Former top officials with China Southern Airlines Group made their first 
appearance in court on Monday to face corruption charges that have seen them in 
detention since last year. 
The charges involve bribery and embezzlement of more than 1.2 billion yuan 
(US$151 million), Xinhua news agency cited prosecutors as saying at Guangzhou 
Intermediate People's Court. 
Former officials involved in the case include finance department director 
Chen Liming, vice general manager Peng Anfa, general manager Yan Zhiqing and Han 
Xiaojun, the Guangzhou branch director of Hantang Securities. 
The group is the parent of Guangzhou's New York-listed China Southern 
Airlines, the Chinese mainland's biggest air carrier in terms of fleet. The 
company is also listed in Shanghai and Hong Kong. 
Defendants Chen, Peng and Han were in the court. 
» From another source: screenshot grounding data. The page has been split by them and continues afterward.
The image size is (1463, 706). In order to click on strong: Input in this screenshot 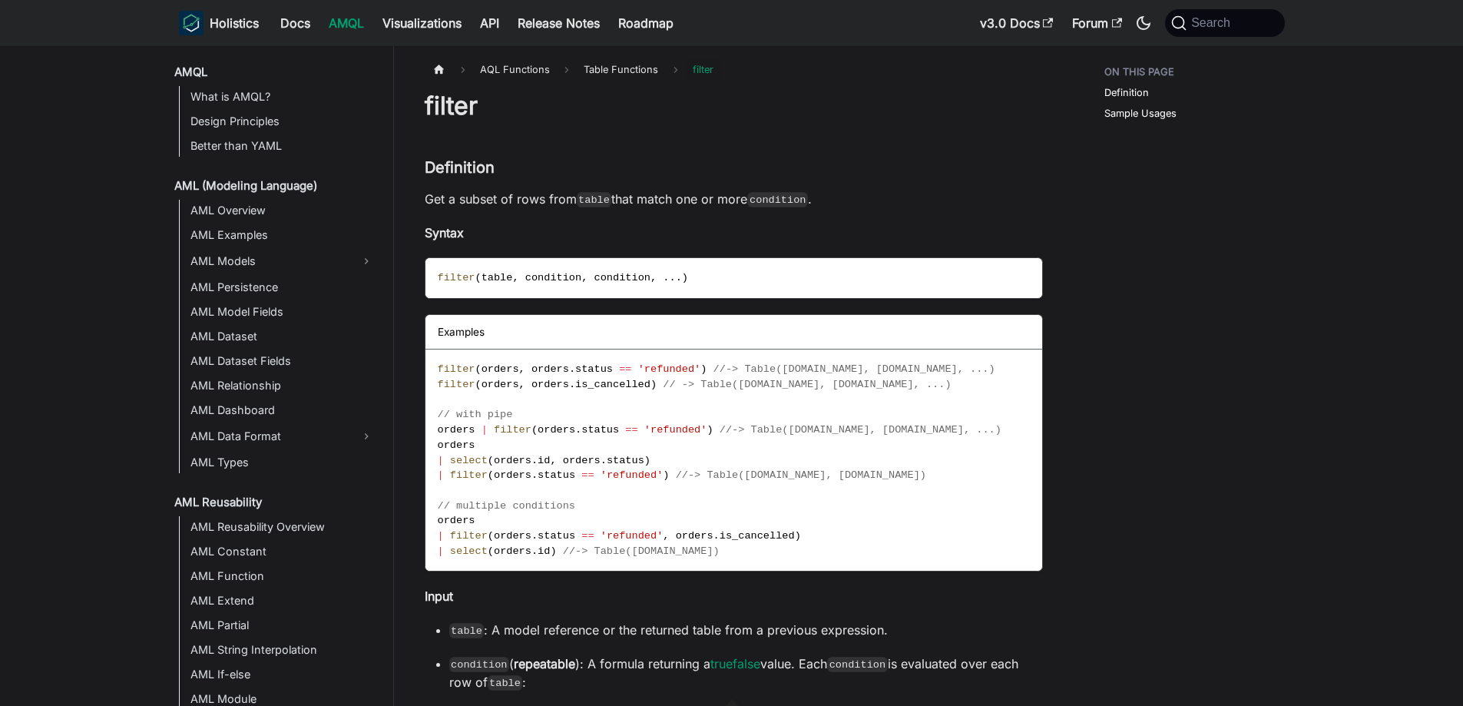, I will do `click(439, 596)`.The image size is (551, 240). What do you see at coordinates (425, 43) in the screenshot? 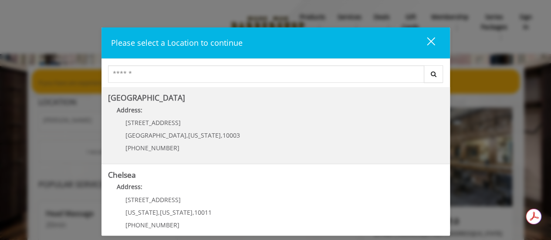
I see `div: close dialog` at bounding box center [425, 43].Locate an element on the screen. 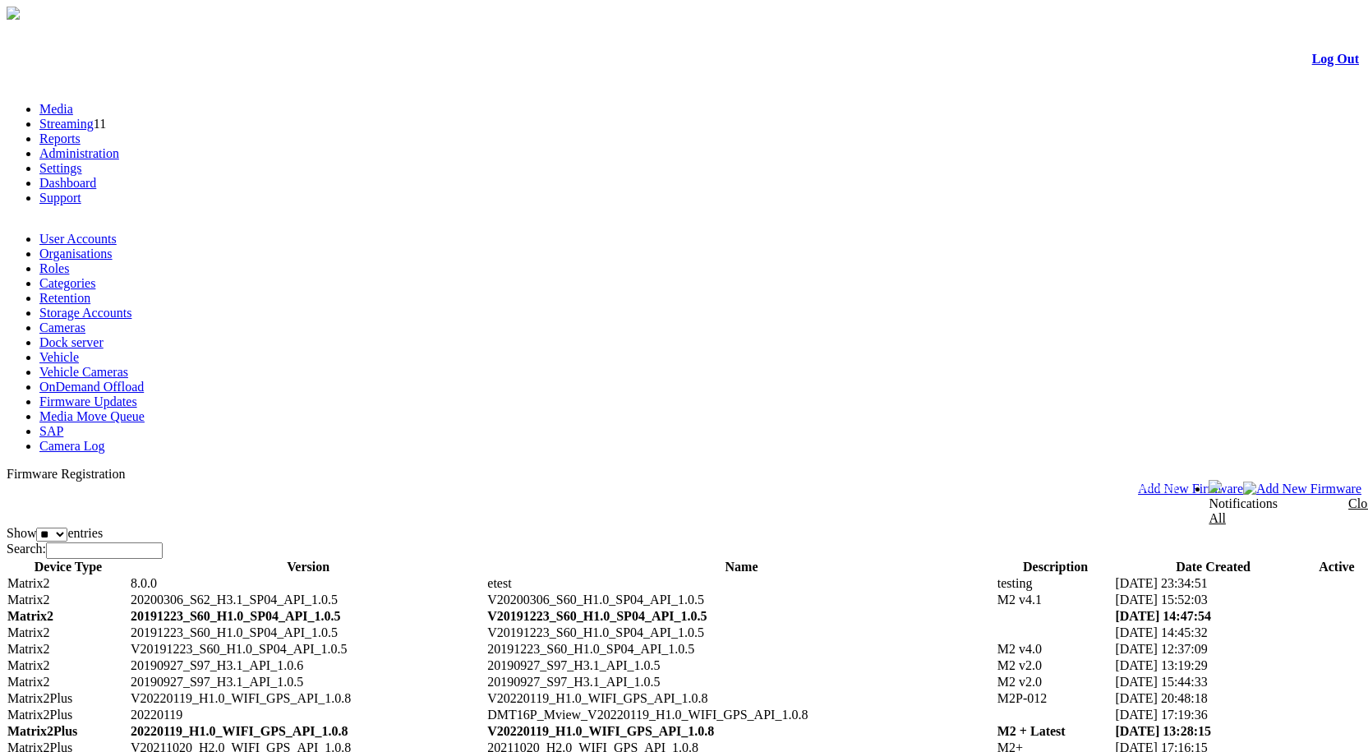  a: Dock server is located at coordinates (71, 342). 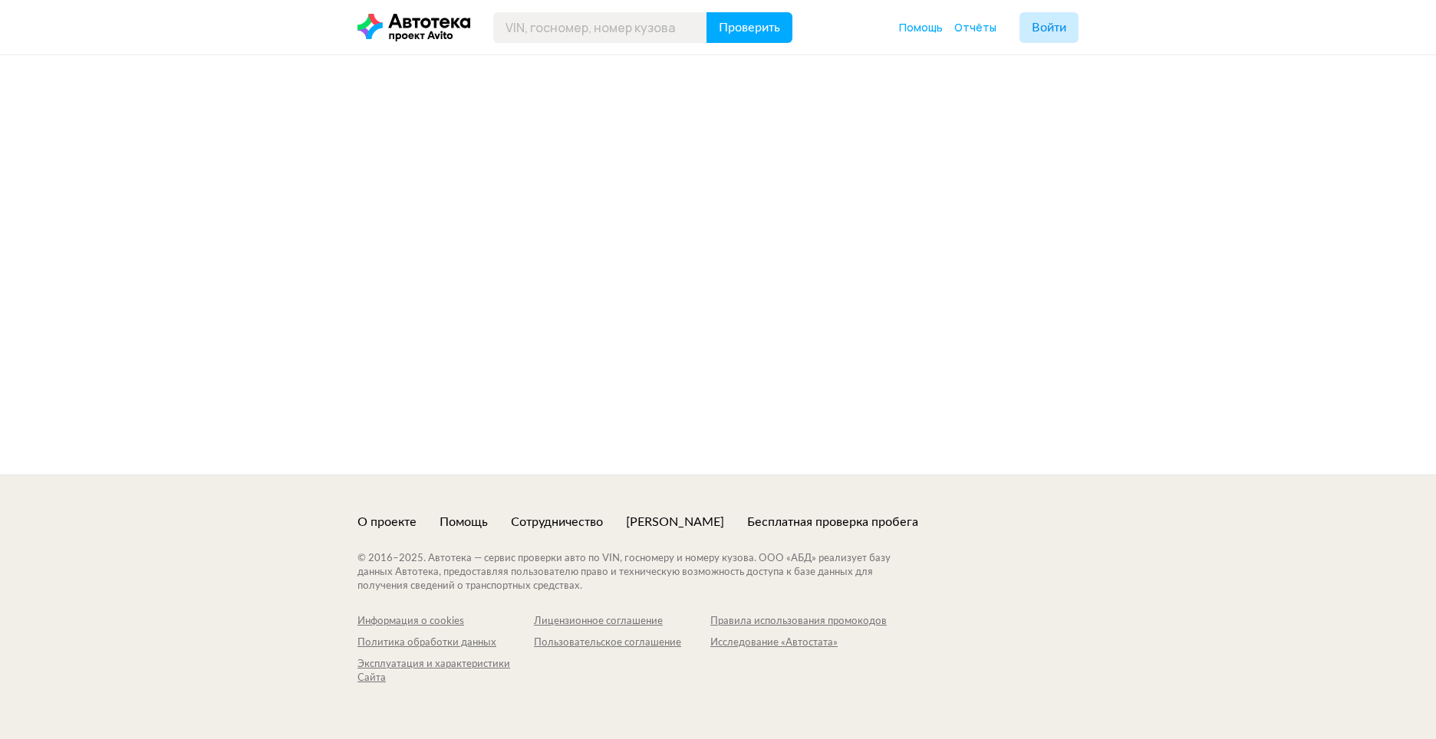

Prosecutors alleged Chen took bribes of 53.7 million yuan, stole company 
funds of 12.3 million yuan and embezzled 1.2 billion yuan from 2001 to last year 
through misconduct in a collective asset management business with Hantang 
Securities. 
About 300 million yuan of the embezzled funds was associated with former vice 
general manager Peng. The fund, which was illegally given to Han under 
permission from Peng's, had not been returned to the China Southern Airlines 
Group, prosecutors said. 
According to the charges, Chen, Peng and Yan conspired in August 2001 to 
embezzle the group's bank loans to invest in collective asset management 
businesses with fixed returns in the name of the group company. 
Yan allegedly authorized Chen to borrow from the bank and signed agreements 
with securities firms on the investments. Peng helped oversee the process, 
prosecutors said. 
Chen allegedly allocated 4.4 billion yuan for the transactions at Hantang 
Securities and Century Securities between August 2001 and June last year. 
Chen allegedly took a large number of bribes from the two securities firms in 
the name of "consulting fees," and stole proceeds from the investments. 
He was also charged with embezzling bank loans for personal or friends' use. 
Peng was personally involved in some of the cases, prosecutors said. 
The second court hearing was in two weeks, prosecutors said. 
In a statement last year, China Southern Airlines said the alleged misconduct 
was personal that had nothing to do with the company and would not influence its 
operations.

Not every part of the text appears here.